The film could’ve been richer if the director stopped slicing up his drama and configured well-developed moral and intellectual positions. What’s he really saying about nuclear weapons and catastrophic arms races, beyond an inevitably cautionary message—that old one about the genie and the bottle? Was proliferation a historical inevitability? What does Nolan think about the concept of mutually assured destruction (one of the subjects satirised in Kubrick’s great, and still relevant, Dr Strangelove)?
This film can’t and doesn’t have to answer every question you throw at it. But if any film should have carefully defined messaging, it’s this one. The aforementioned topics are touched on but you can tell Nolan is mostly interested is spectacle and narrative arrangement. Blockbuster directors get consumed by the spirit of one-upmanship…and what’s bigger than the A-bomb? Nolan does stage scenes showing Oppenheimer dabbling in leftist circles, fraternising with communists, turning his classrooms into progressive hothouses. But these scenes are clipped and the director keeps whooshing away, scattering the pieces, zhuzhing up the structure.

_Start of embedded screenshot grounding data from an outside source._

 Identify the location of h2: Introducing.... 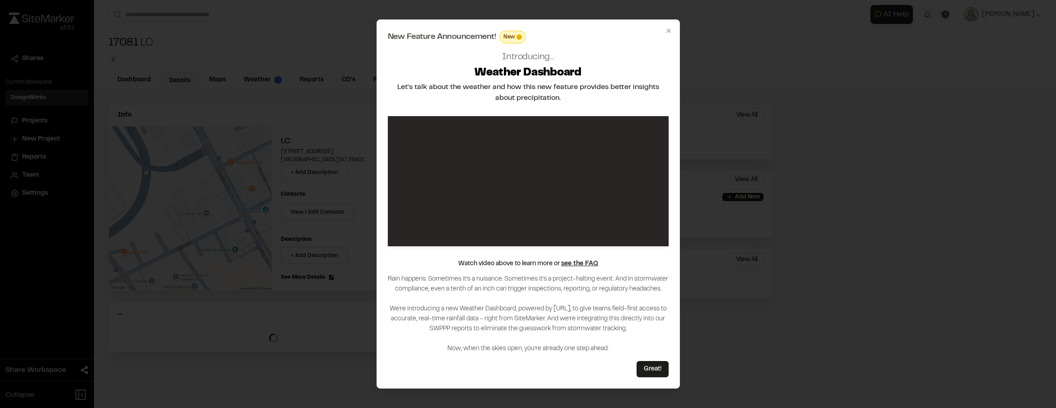
(528, 57).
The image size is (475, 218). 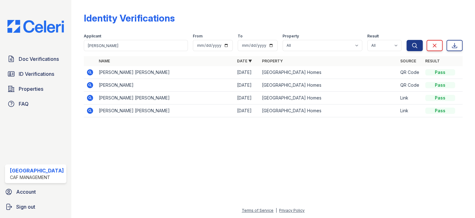 I want to click on a: Property, so click(x=272, y=61).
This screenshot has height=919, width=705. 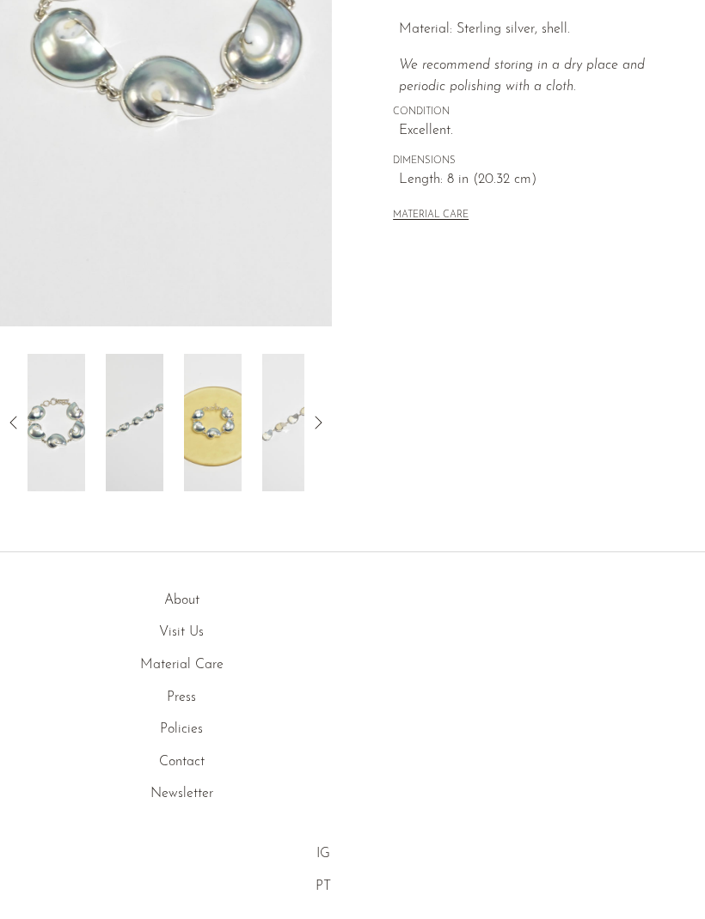 What do you see at coordinates (181, 698) in the screenshot?
I see `a: Press` at bounding box center [181, 698].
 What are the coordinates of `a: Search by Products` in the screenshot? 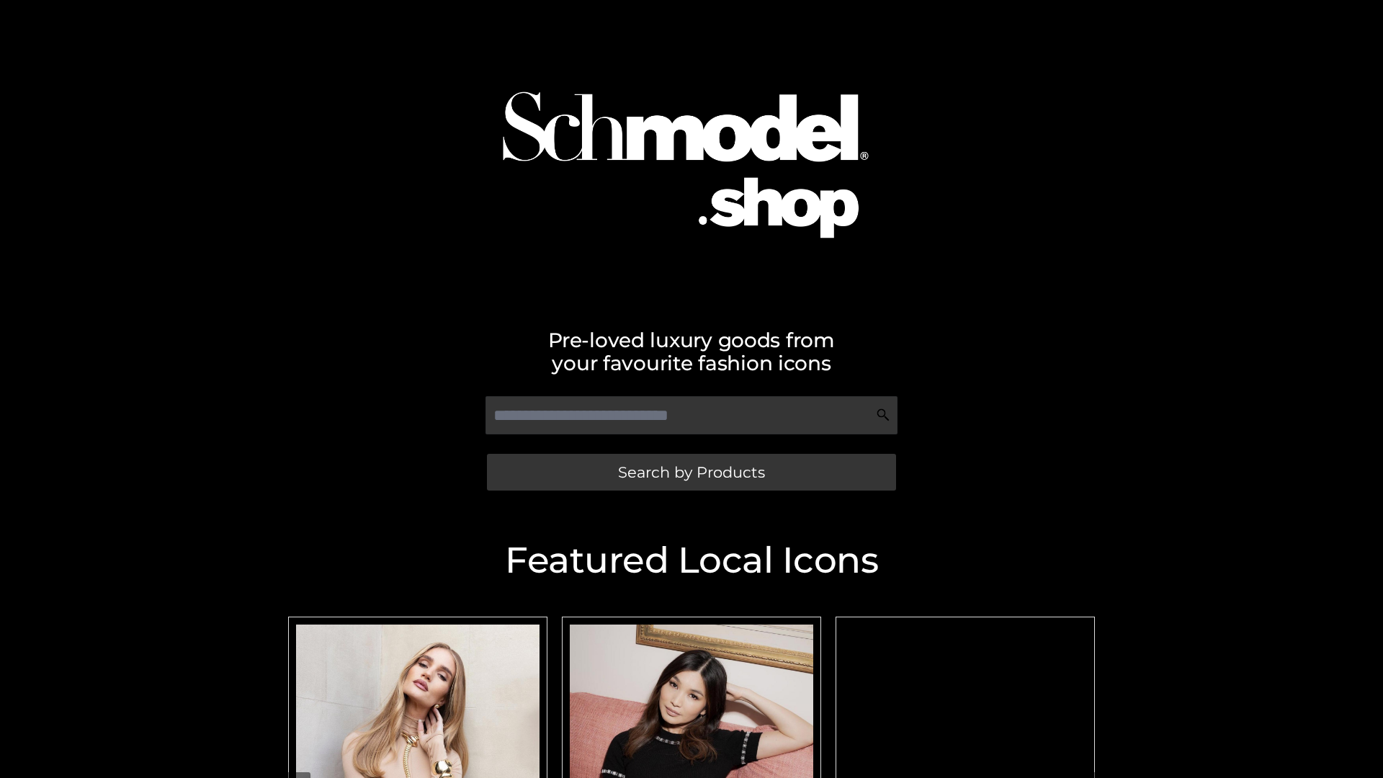 It's located at (692, 472).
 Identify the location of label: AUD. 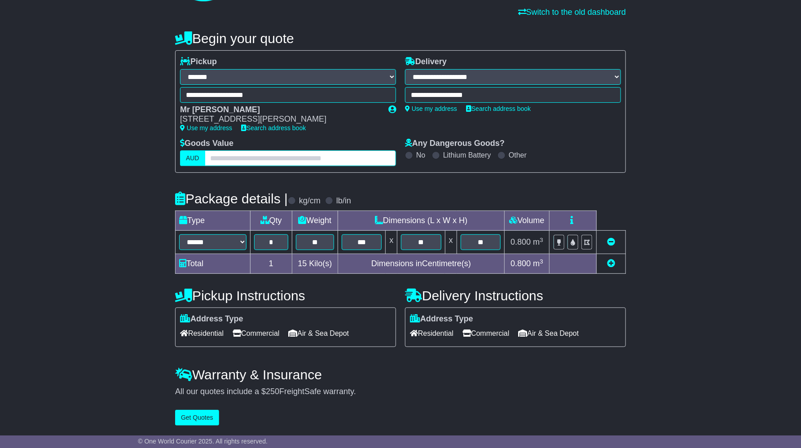
(193, 158).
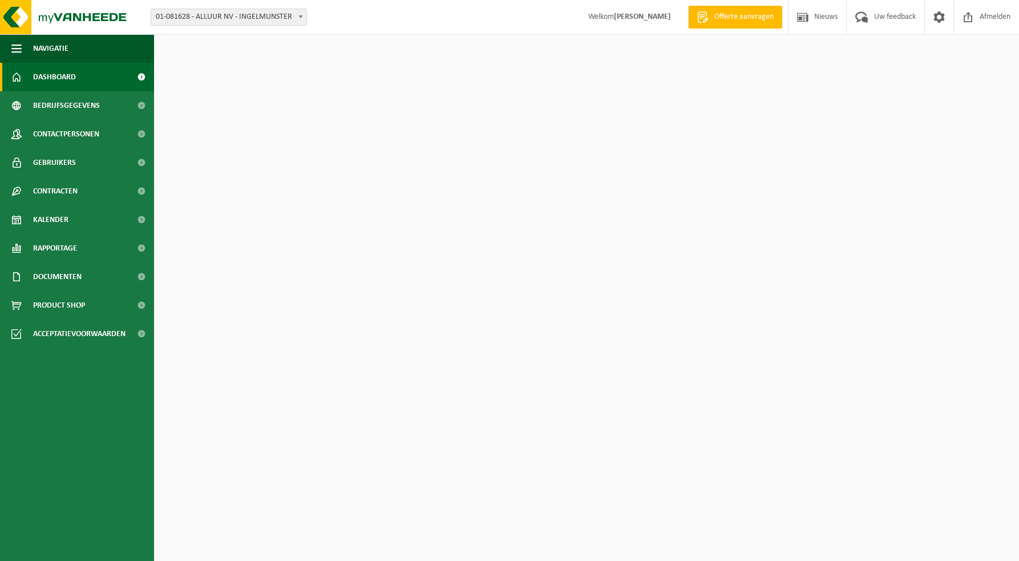  What do you see at coordinates (59, 305) in the screenshot?
I see `span: Product Shop` at bounding box center [59, 305].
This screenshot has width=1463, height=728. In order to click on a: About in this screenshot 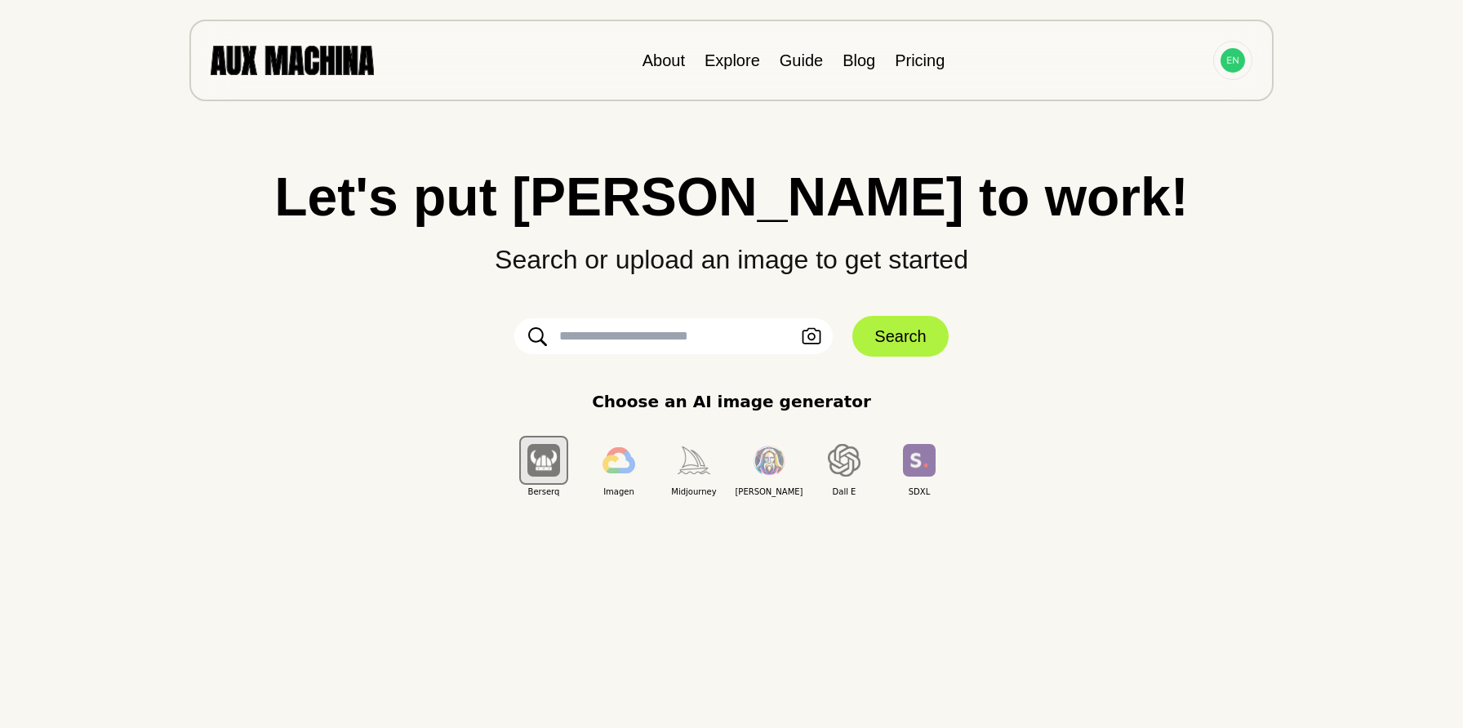, I will do `click(664, 60)`.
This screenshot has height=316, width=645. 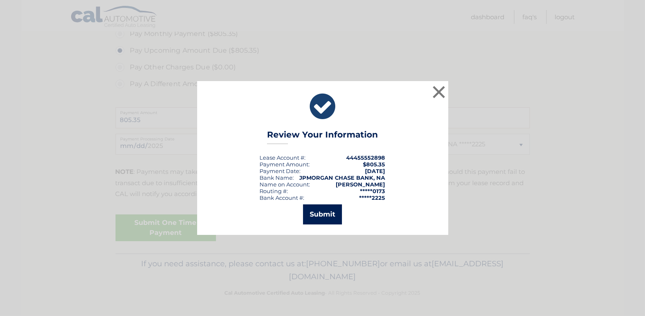 I want to click on strong: 44455552898, so click(x=366, y=158).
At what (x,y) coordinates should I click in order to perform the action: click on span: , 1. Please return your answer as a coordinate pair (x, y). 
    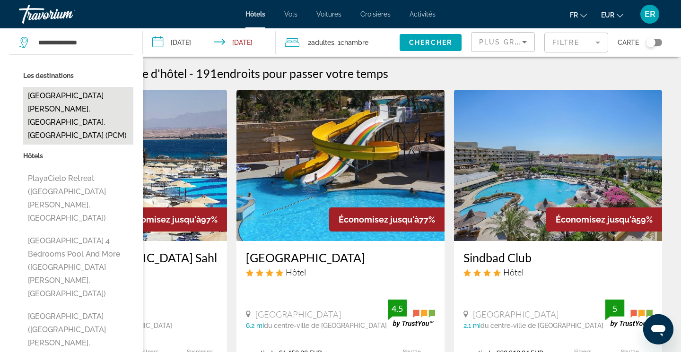
    Looking at the image, I should click on (351, 43).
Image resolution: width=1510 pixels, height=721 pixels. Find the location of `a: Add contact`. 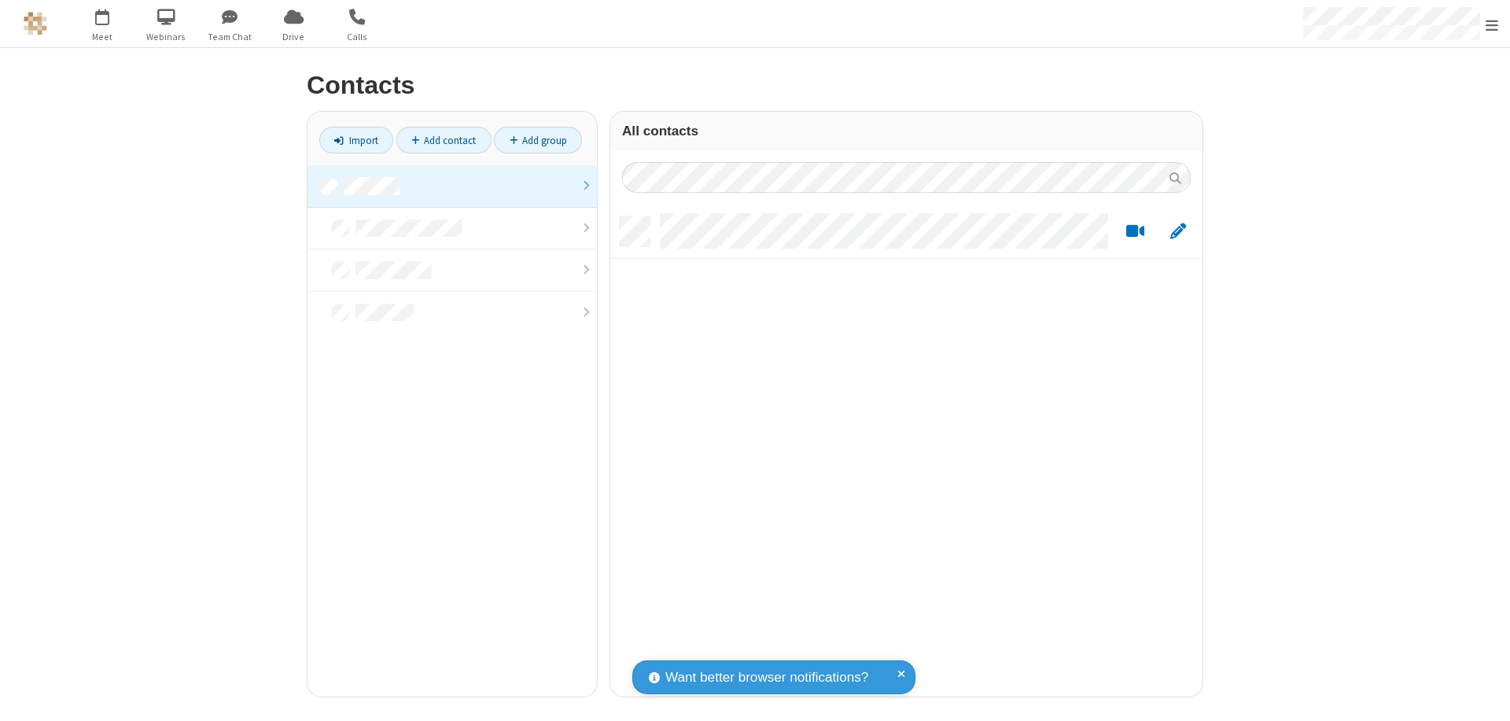

a: Add contact is located at coordinates (444, 140).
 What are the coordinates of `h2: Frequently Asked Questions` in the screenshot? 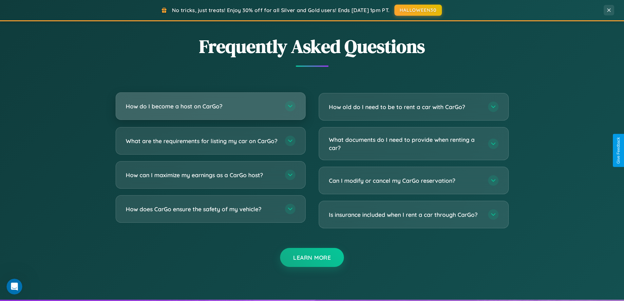 It's located at (312, 46).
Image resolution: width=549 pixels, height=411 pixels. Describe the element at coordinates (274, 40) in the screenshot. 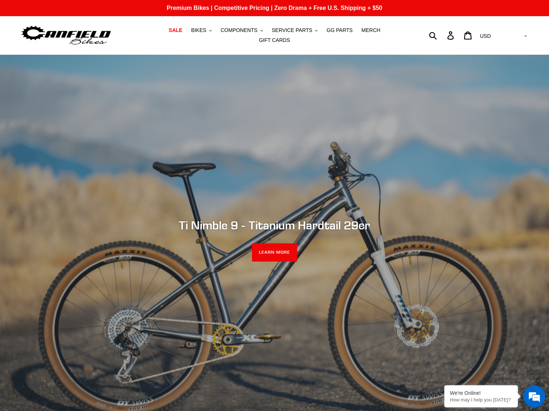

I see `span: GIFT CARDS` at that location.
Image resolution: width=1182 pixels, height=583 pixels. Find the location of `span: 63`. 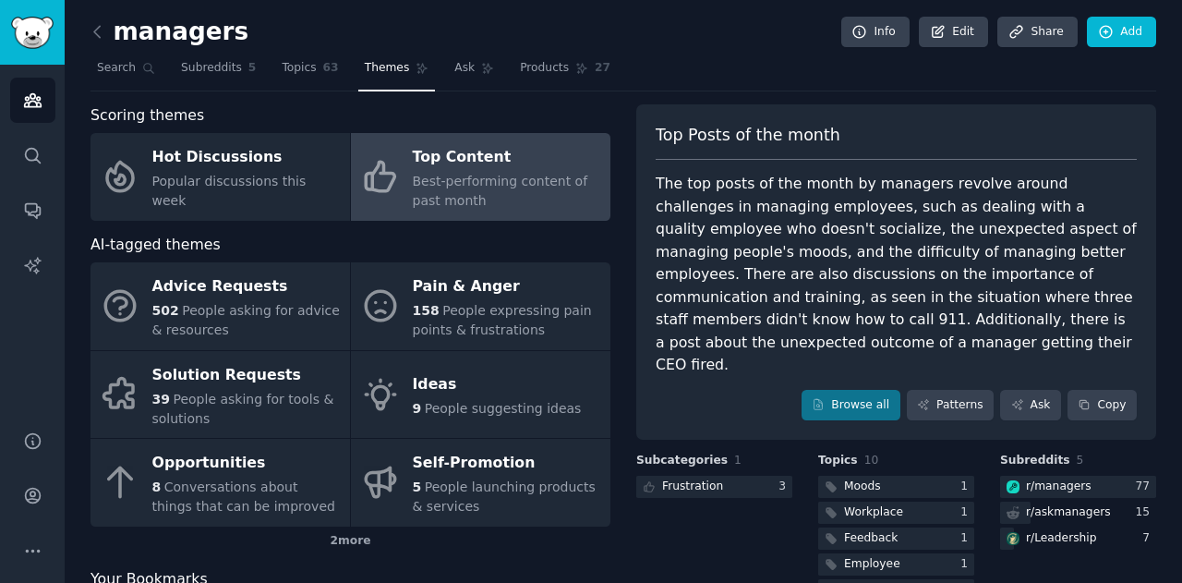

span: 63 is located at coordinates (331, 68).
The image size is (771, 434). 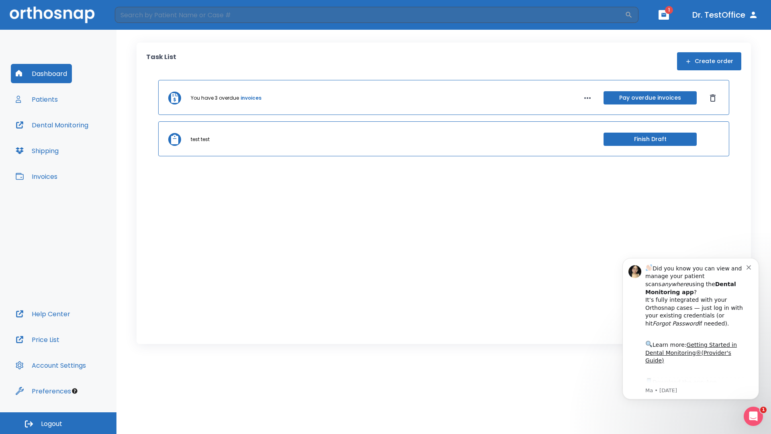 I want to click on button: Shipping, so click(x=37, y=151).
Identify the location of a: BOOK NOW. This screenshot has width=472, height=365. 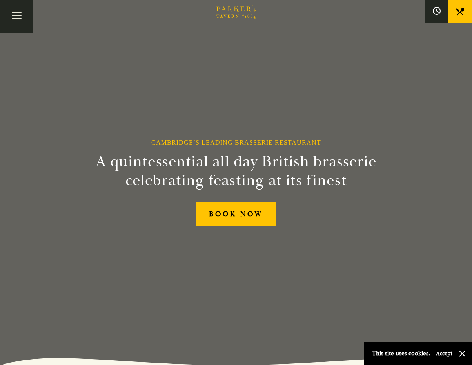
(236, 214).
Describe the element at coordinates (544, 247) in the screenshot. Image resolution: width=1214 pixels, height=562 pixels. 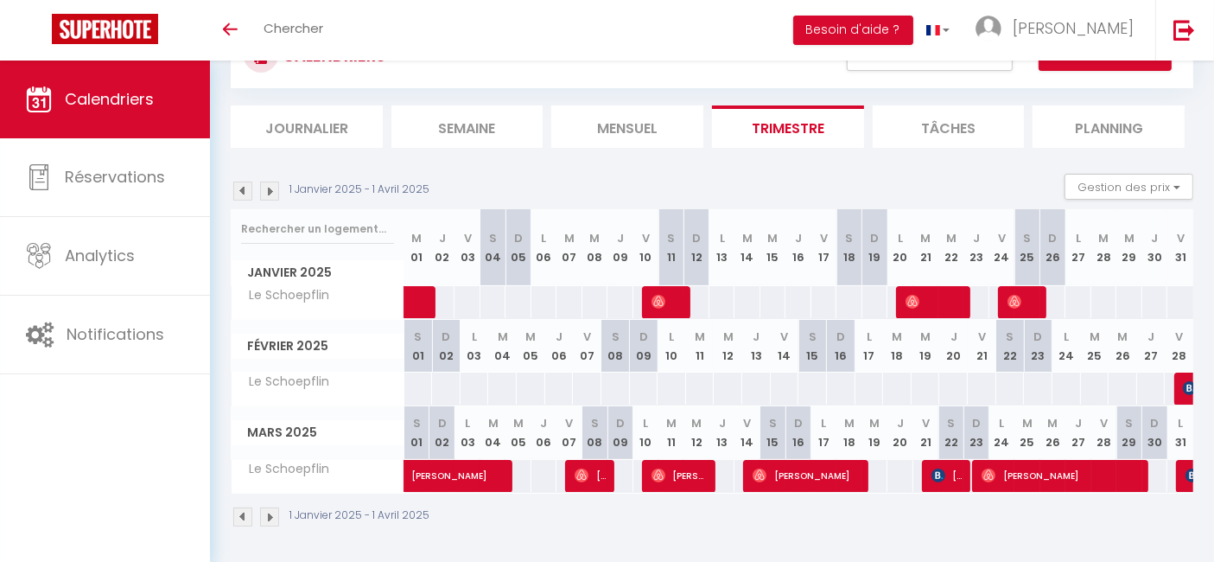
I see `th: 06` at that location.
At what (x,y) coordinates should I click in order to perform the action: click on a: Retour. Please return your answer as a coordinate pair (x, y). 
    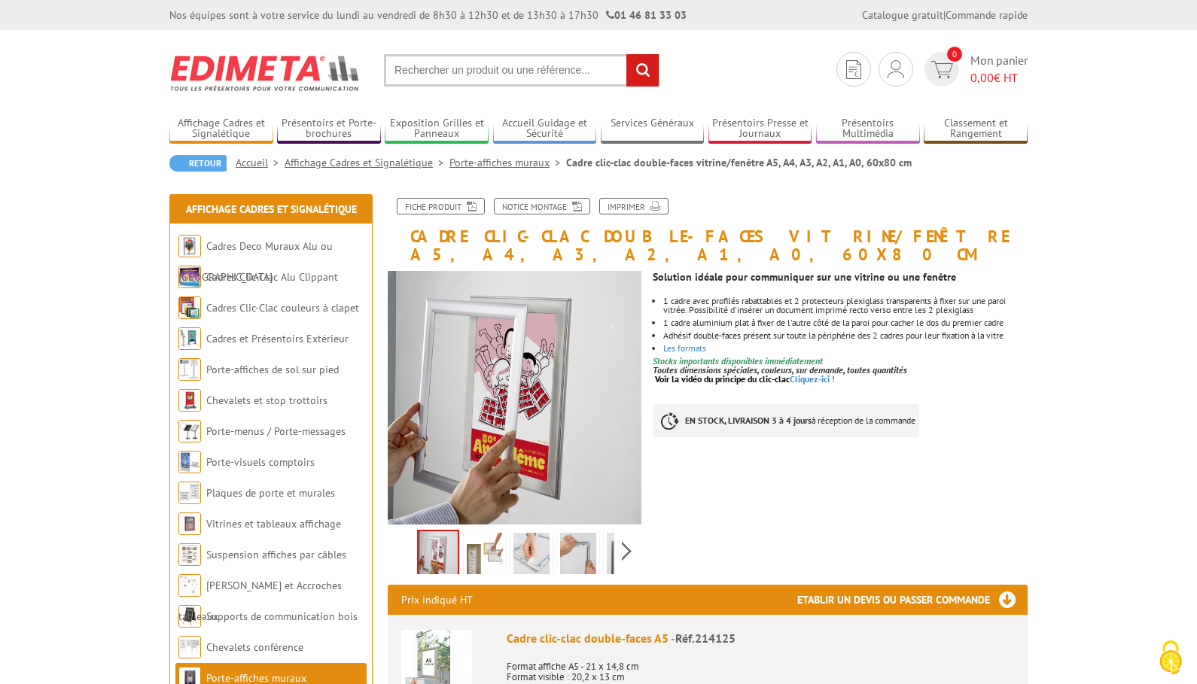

He’s like a magician whose brilliance at sleight of hand has made him forgot the simple pleasures of patter, stretching things out, letting moments breathe.
When I think about Inception, Nolan’s magnum opus, I think about sets, I think about staging, I think about individual scenes, I think about clever interplay between digital and physical assets. When I think about Oppenheimer, I think in fragments. I think about a film made in the edit. Rhythmically it means business; its morals and intellect are separate matters.